The Orchid Society of Northwestern Pennsylvania

Growing Tips

This Month we examine some of the hazards of growing orchids with this article by Sandy Ohlund, AOS Accredited Judge

It's a Jungle Down There!

Some of you may know that I grow my orchids—mostly paphs and phrags, with a number of vandas, dendrobiums, draculas, bulbos and others thrown in— both in a greenhouse attached to my walk-out basement and in the basement under lots of HID and fluorescent lights. I have tree frogs in both areas and I always look for the little cuties as I am perusing my plants in the basement, since the frogs tend to be in the same areas every night. After I water they often start calling to each other and it sounds wonderful! Night is when my seven thousand watts of lights come on since I use off-peak electricity, which is much cheaper, and it works out well for me since I am a night person anyway. The paphs and phrags don’t seem to care.

So, one night around midnight I was checking on the plants in the basement, and I decided to check the greenhouse, too. I spent perhaps ten minutes in the greenhouse looking for slugs (which I dispatched with my handy spray bottle of alcohol) and then I walked back into the basement. Before closing the door I checked for frogs on the sides and top—I don’t want to hurt any of the little fellows. I saw a frog sitting on top of the door, so I reached up to catch him and put him in a safe place. He jumped out of my hand and landed on the window of the door……when suddenly something heavy dropped onto my head and shoulder! YIKES! TWO—!2!—big snakes, each about three feet long! They fell to the floor and slithered into the base of the round kerosene heater that I keep by the greenhouse door. Apparently they were watching the frog also, and when he jumped out of my hand they lunged to catch him—but they were sitting above the door and of course they fell on me.

The frog got away.

After I had recovered from my fright, I had to try to get the snakes out of the basement. I poked at them—they were milk snakes, blotched reddish brown and tan in broad bands going around the hefty bodies of these non-poisonous snakes. One left right away but the other one didn’t want to go in the right direction. He went up and backward and it was quite a while before I succeeded in ridding my basement of these slithery creatures.

With all my tropical foliage, orchids, birds and frogs, I love my indoor jungle—I just wasn’t quite ready for the unexpected—and unwelcome—wildlife. It really is a jungle down there!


ASSIGNMENT:
Print the listing below verbatim, passing over each picture.

=======

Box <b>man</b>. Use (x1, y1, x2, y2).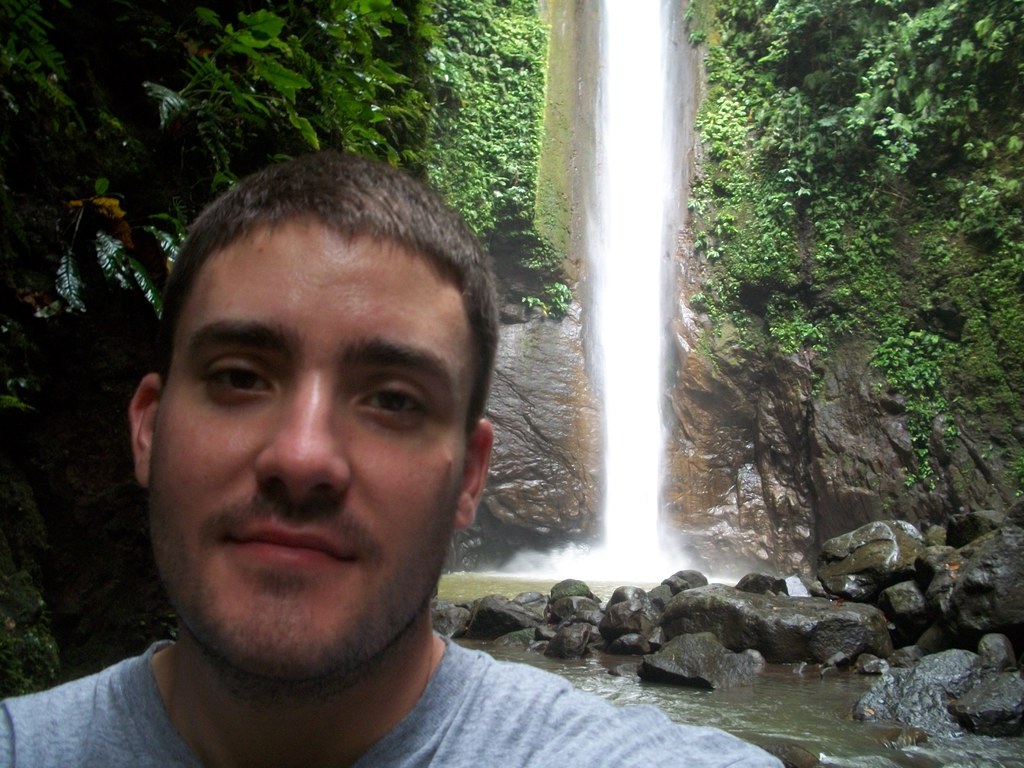
(35, 157, 676, 767).
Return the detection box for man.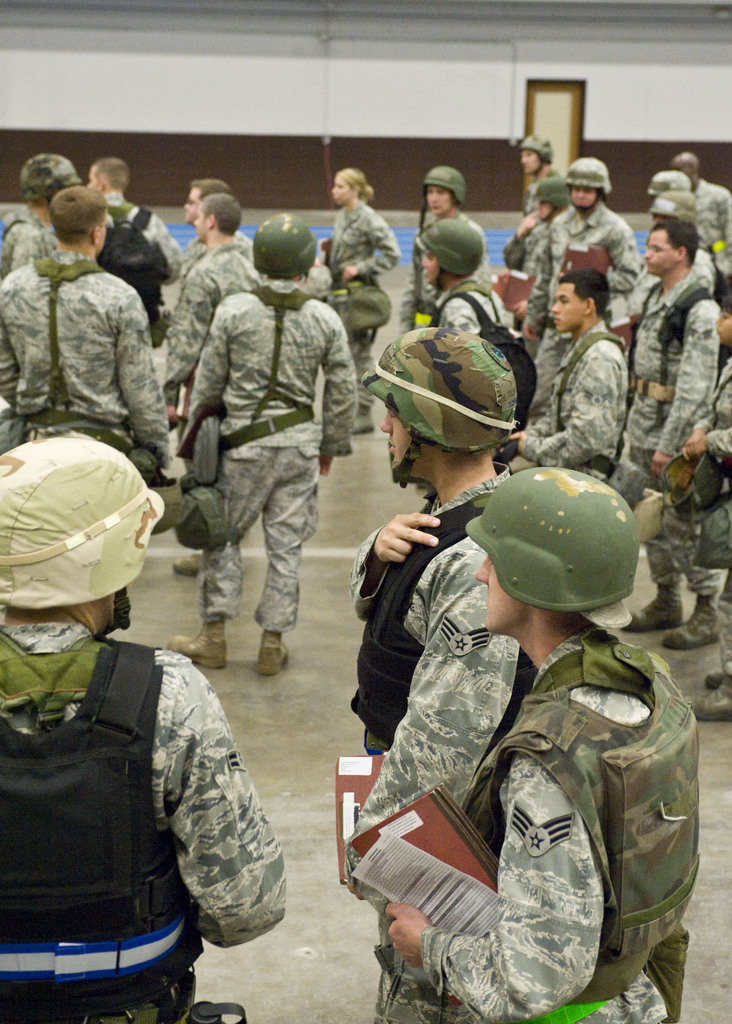
[83, 154, 200, 360].
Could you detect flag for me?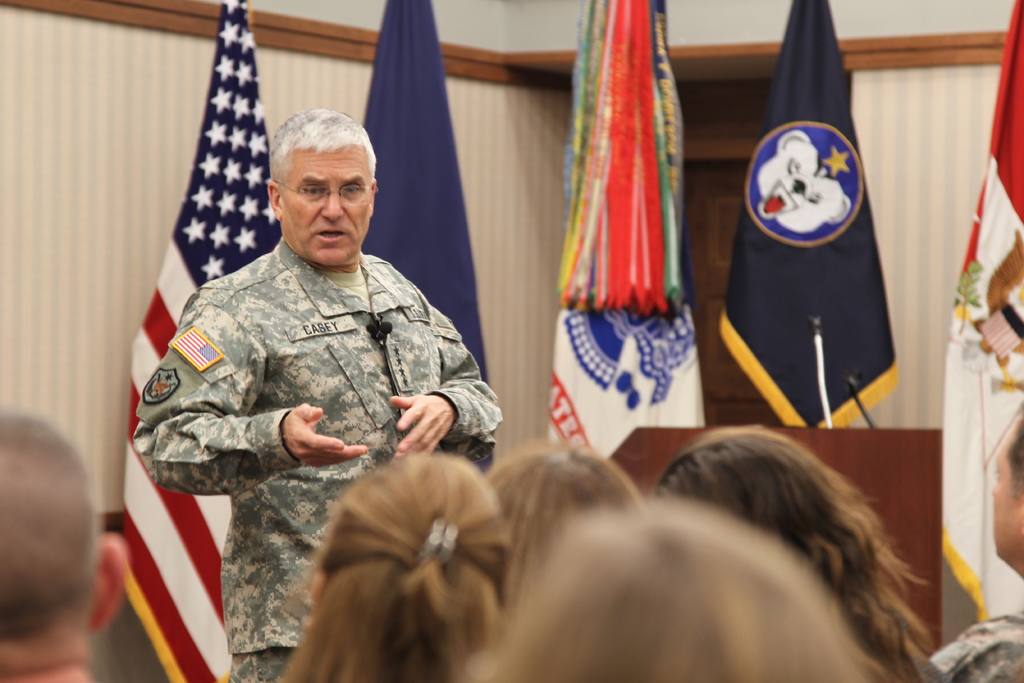
Detection result: 719:1:897:428.
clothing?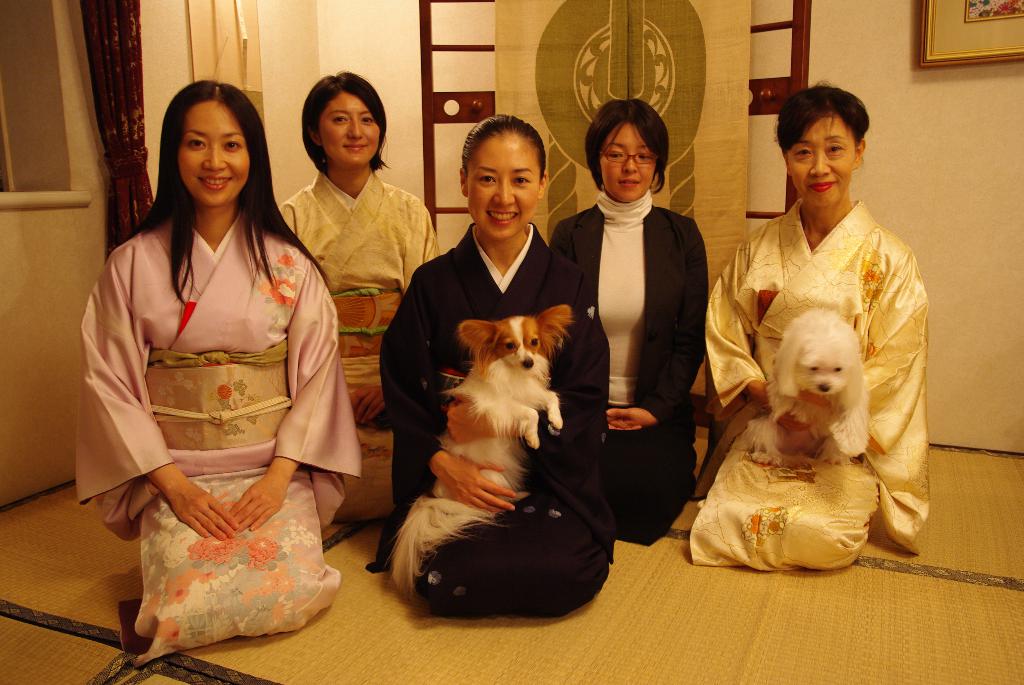
79/206/335/599
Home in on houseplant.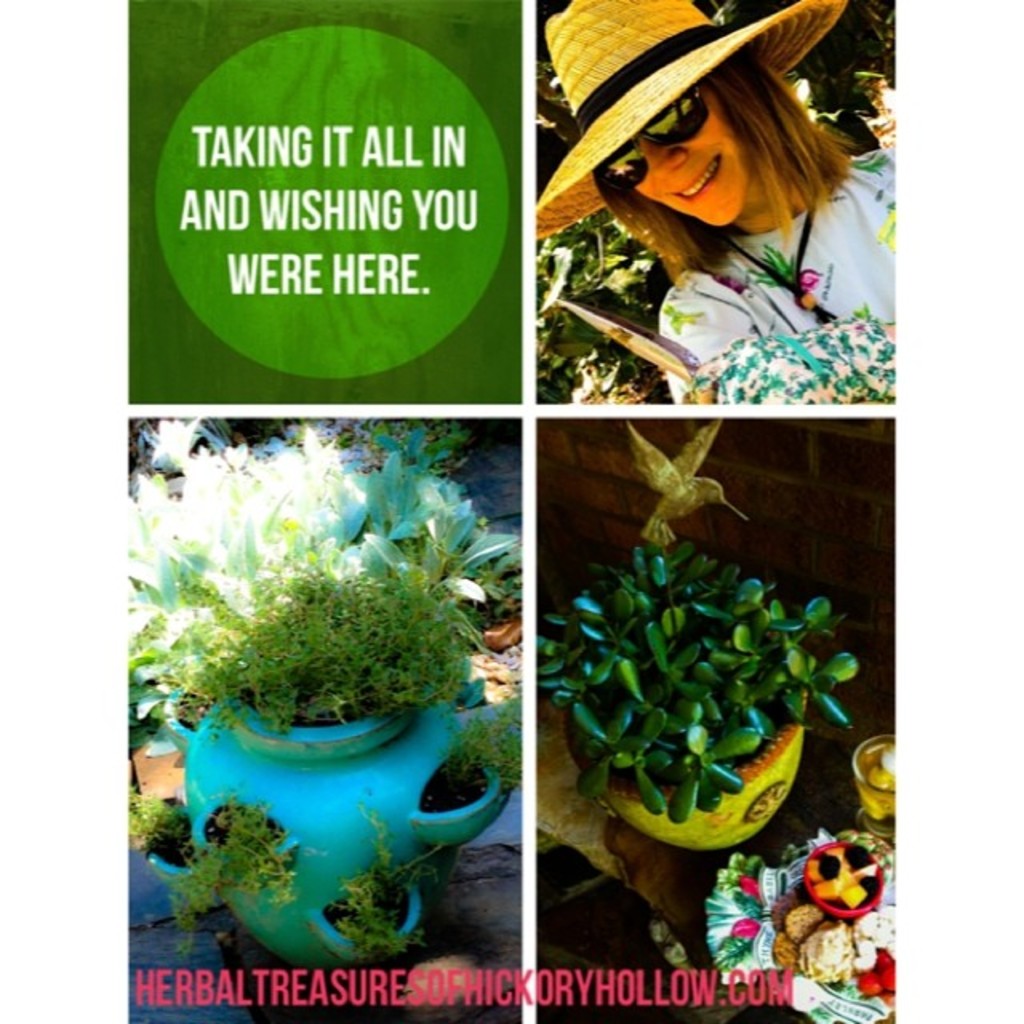
Homed in at pyautogui.locateOnScreen(131, 555, 522, 971).
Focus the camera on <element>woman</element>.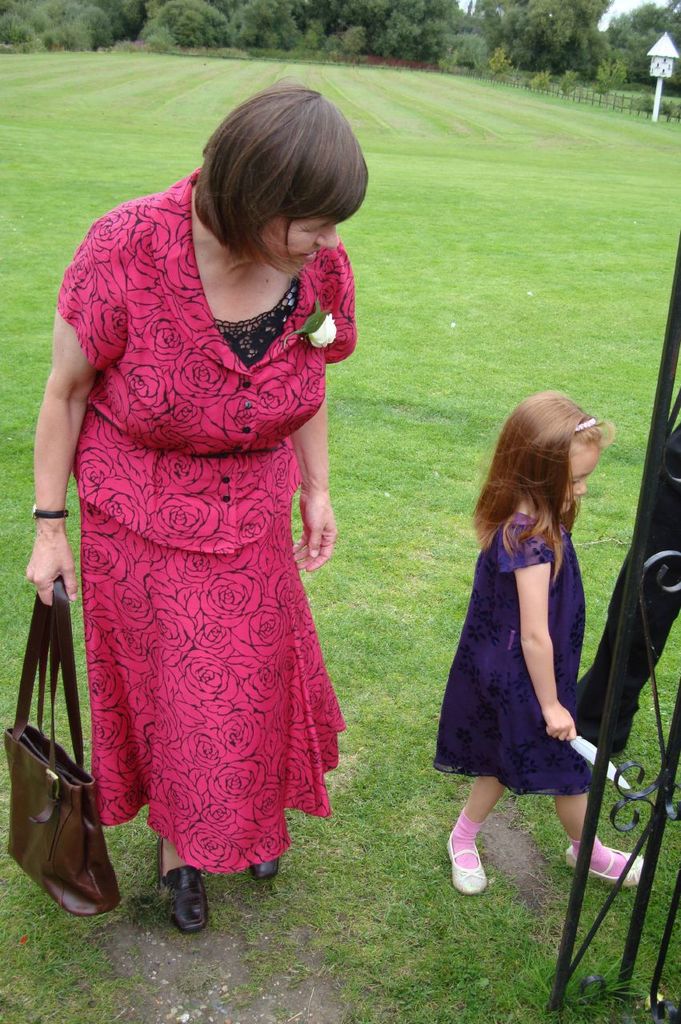
Focus region: 38 86 378 916.
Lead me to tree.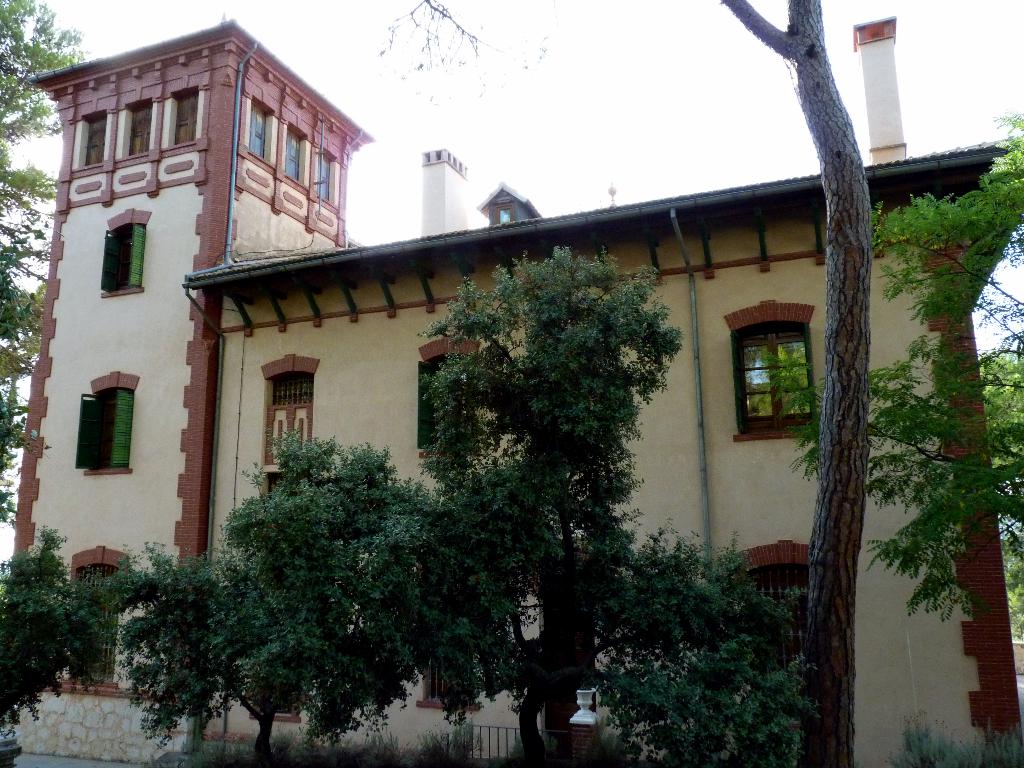
Lead to (0,0,91,532).
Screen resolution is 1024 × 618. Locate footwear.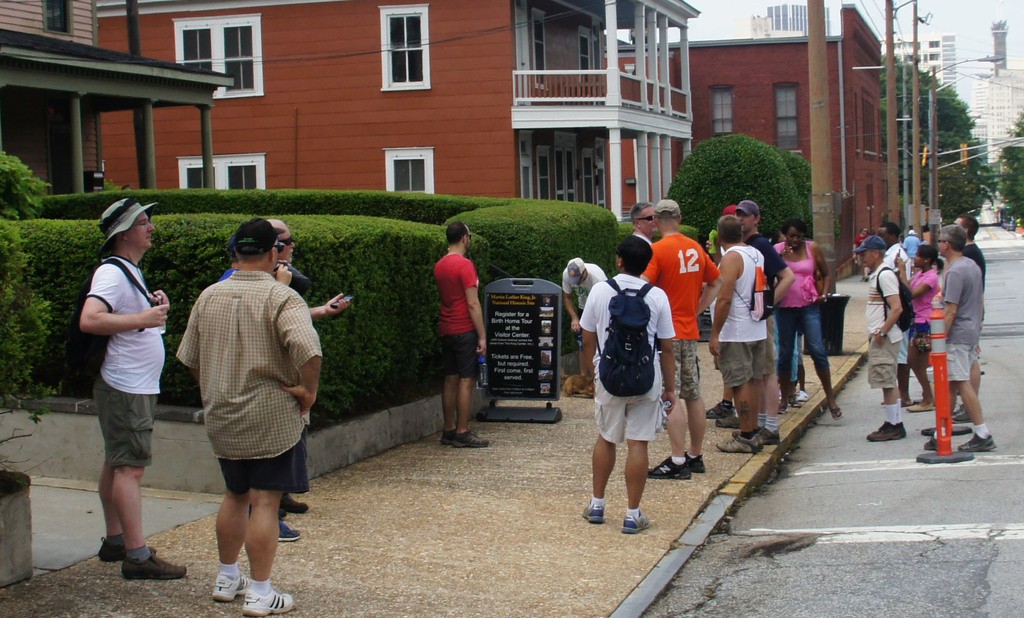
bbox=[926, 440, 942, 450].
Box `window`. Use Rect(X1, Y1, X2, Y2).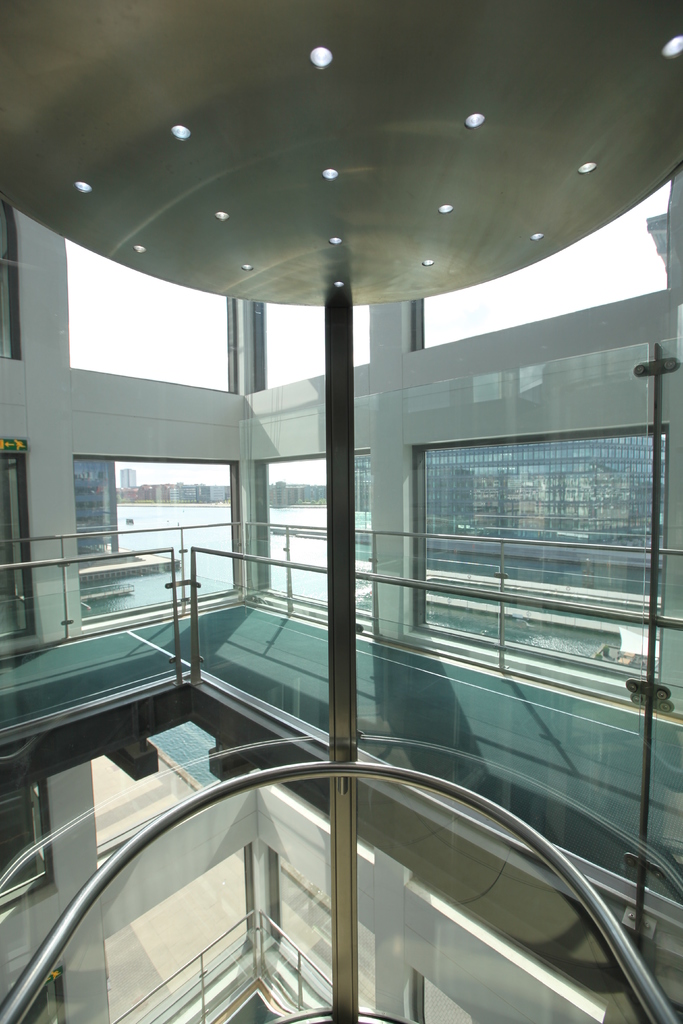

=======

OUTPUT FOR THIS EXERCISE:
Box <b>man</b>. Use (x1, y1, x2, y2).
(35, 157, 676, 767).
Return the detection box for man.
[83, 154, 200, 360].
Could you detect flag for me?
Detection result: 719:1:897:428.
clothing?
79/206/335/599
Home in on houseplant.
Homed in at pyautogui.locateOnScreen(131, 555, 522, 971).
Focus the camera on <element>woman</element>.
Focus region: 38 86 378 916.
Lead me to tree.
Lead to (0,0,91,532).
Screen resolution is 1024 × 618. Locate footwear.
bbox=[926, 440, 942, 450].
Box `window`. Use Rect(X1, Y1, X2, Y2).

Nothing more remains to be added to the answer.